7 Kemal Atatürk 7
slipping through the fingers of its people. This became his
message to the Turks of Anatolia.
In 1920, as leader of a national resistance movement,
he set up a rival government in Ankara, 300 miles (480
kilometres) from Istanbul. He expelled Greek forces from
Asia Minor in 1921–22, and in 1922 he proclaimed the end
of the Ottoman Empire. He became president of Turkey
in 1923. On October 29, 1923, the Turkish republic was
proclaimed. Turkey was now in complete control of its ter-
ritory and sovereignty.
Mustafa Kemal then embarked upon the reform of
his country, his goal being to bring it into the 20th
century. His program was embodied in the party’s
“Six Arrows”: republicanism, nationalism, populism,
statism (state-owned and state-operated industrialization
aimed at making Turkey self-sufficient), secularism, and
revolution.
The caliphate—a religious title of leadership con-
trolled by Ottoman sultans since the early 16th
century—was abolished on March 3, 1924. The religious
schools were dismantled at the same time. Abolition of
the religious courts followed on April 8. In the same year,
the religious brotherhoods, strongholds of conservatism,
were outlawed.
The emancipation of women was set in motion by a
number of laws. In December 1934, women were given the
vote for parliamentary members and were made eligible to
hold parliamentary seats. Almost overnight the whole sys-
tem of Islamic law was discarded. From February to June
1926 the Swiss civil code, the Italian penal code, and the
German commercial code were adopted wholesale. As a
result, women’s emancipation was strengthened by the
abolition of polygamy. Marriage was made a civil contract,
and divorce was recognized as a civil action.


= What you need to do =
Wherever the line that contains "At what (x,y)" falls, repeat it and the lines after it exactly until the records end, without any pictures.

+ + + + +

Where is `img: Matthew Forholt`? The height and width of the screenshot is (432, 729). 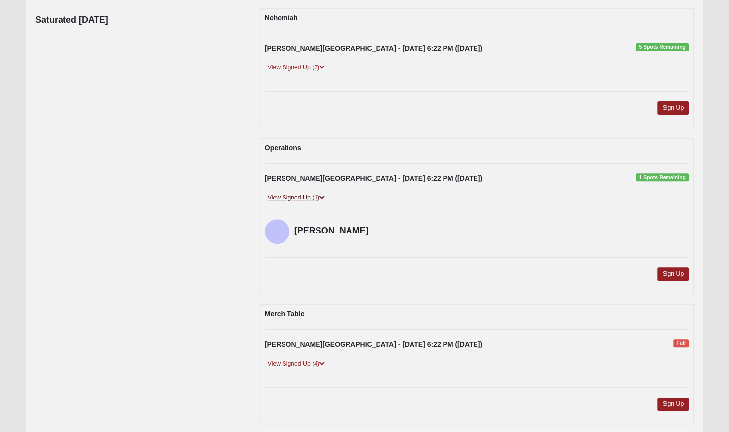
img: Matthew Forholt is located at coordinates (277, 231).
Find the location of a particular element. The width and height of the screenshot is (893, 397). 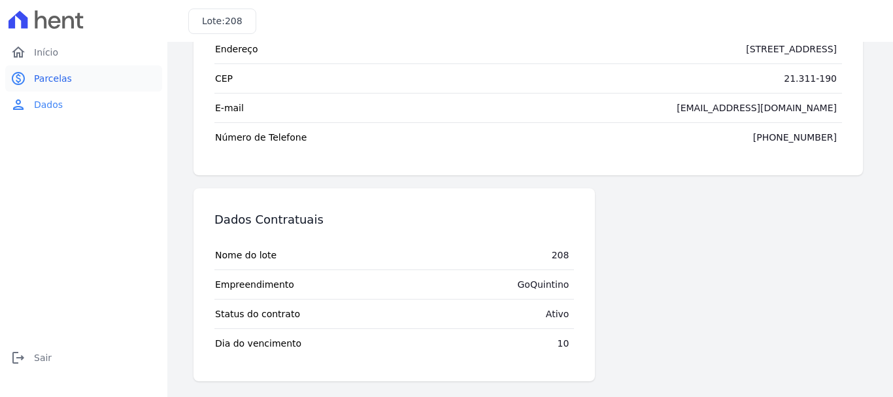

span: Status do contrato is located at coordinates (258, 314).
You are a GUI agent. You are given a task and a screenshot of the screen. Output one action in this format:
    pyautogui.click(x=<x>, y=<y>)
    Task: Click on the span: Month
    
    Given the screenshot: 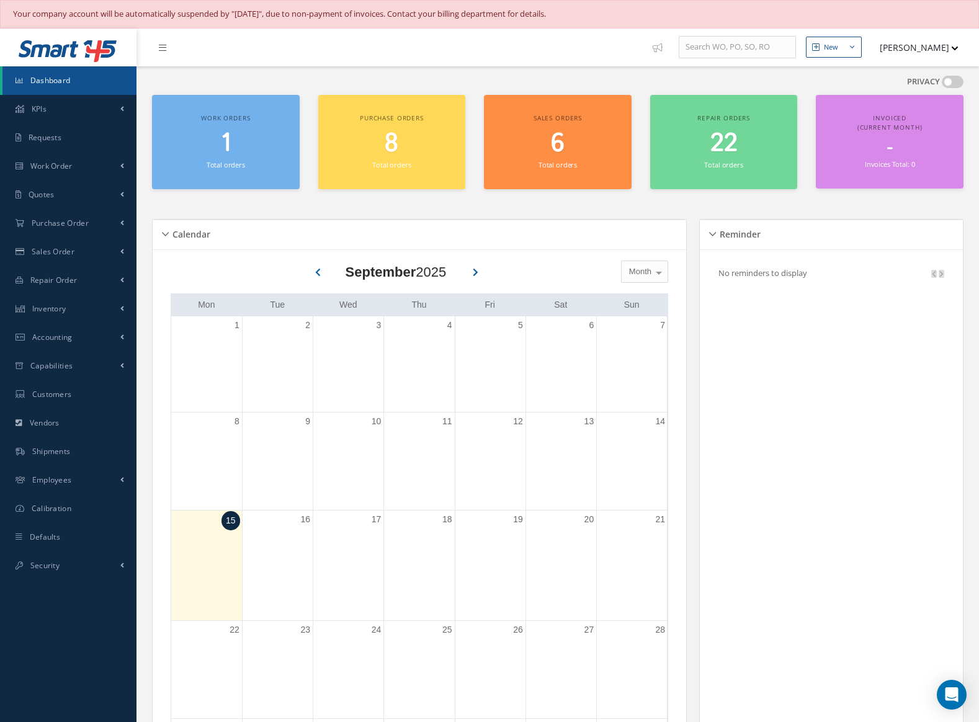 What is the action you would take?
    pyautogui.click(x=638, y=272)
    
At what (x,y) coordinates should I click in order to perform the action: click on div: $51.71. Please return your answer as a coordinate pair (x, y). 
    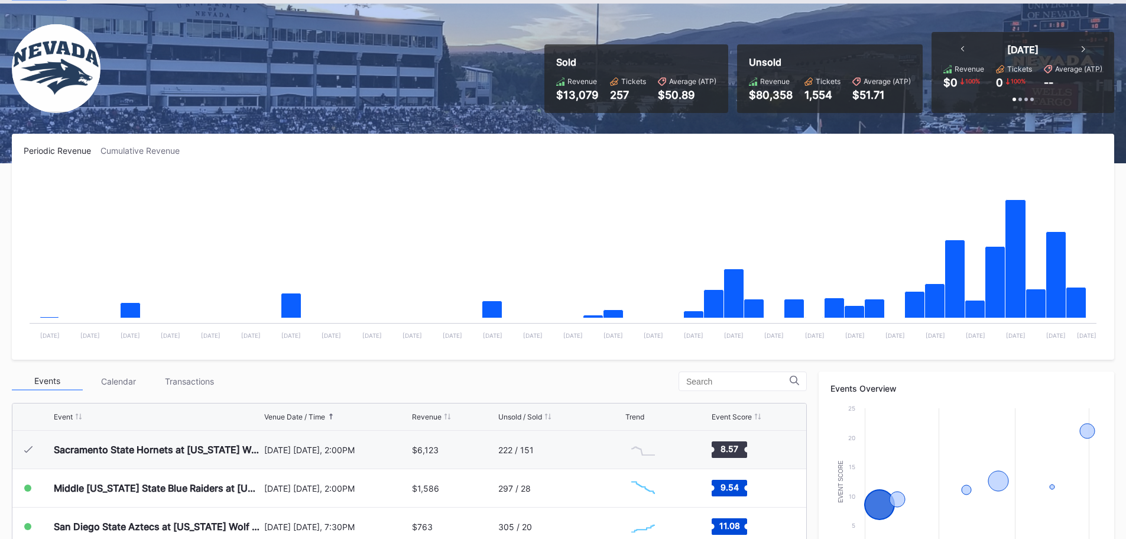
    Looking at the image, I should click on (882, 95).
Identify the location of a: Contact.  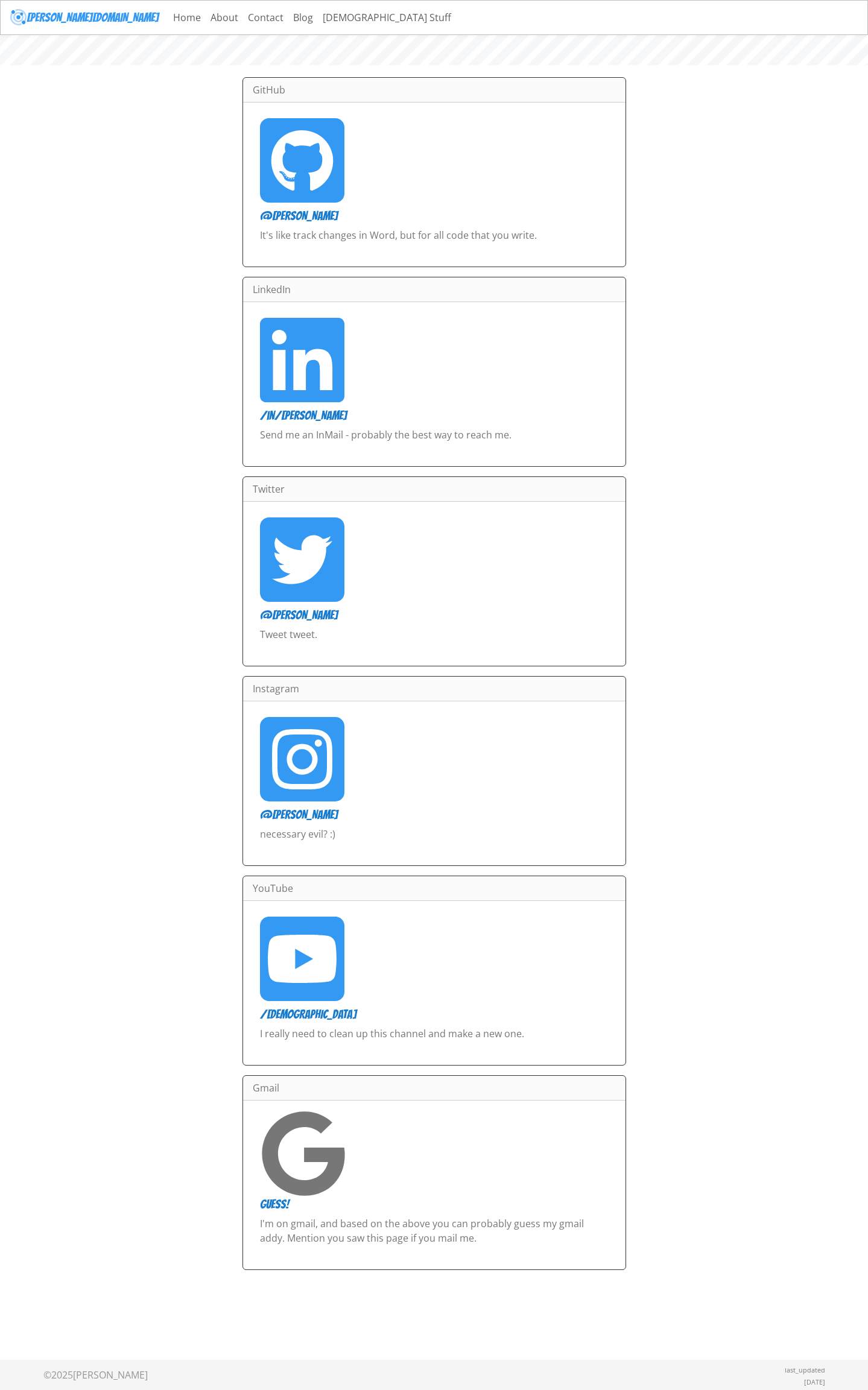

+ + + + +

= Answer below =
At what (x,y) coordinates should I click in order to perform the action: click on div: $51.71. Please return your answer as a coordinate pair (x, y). 
    Looking at the image, I should click on (882, 95).
Identify the location of a: Contact.  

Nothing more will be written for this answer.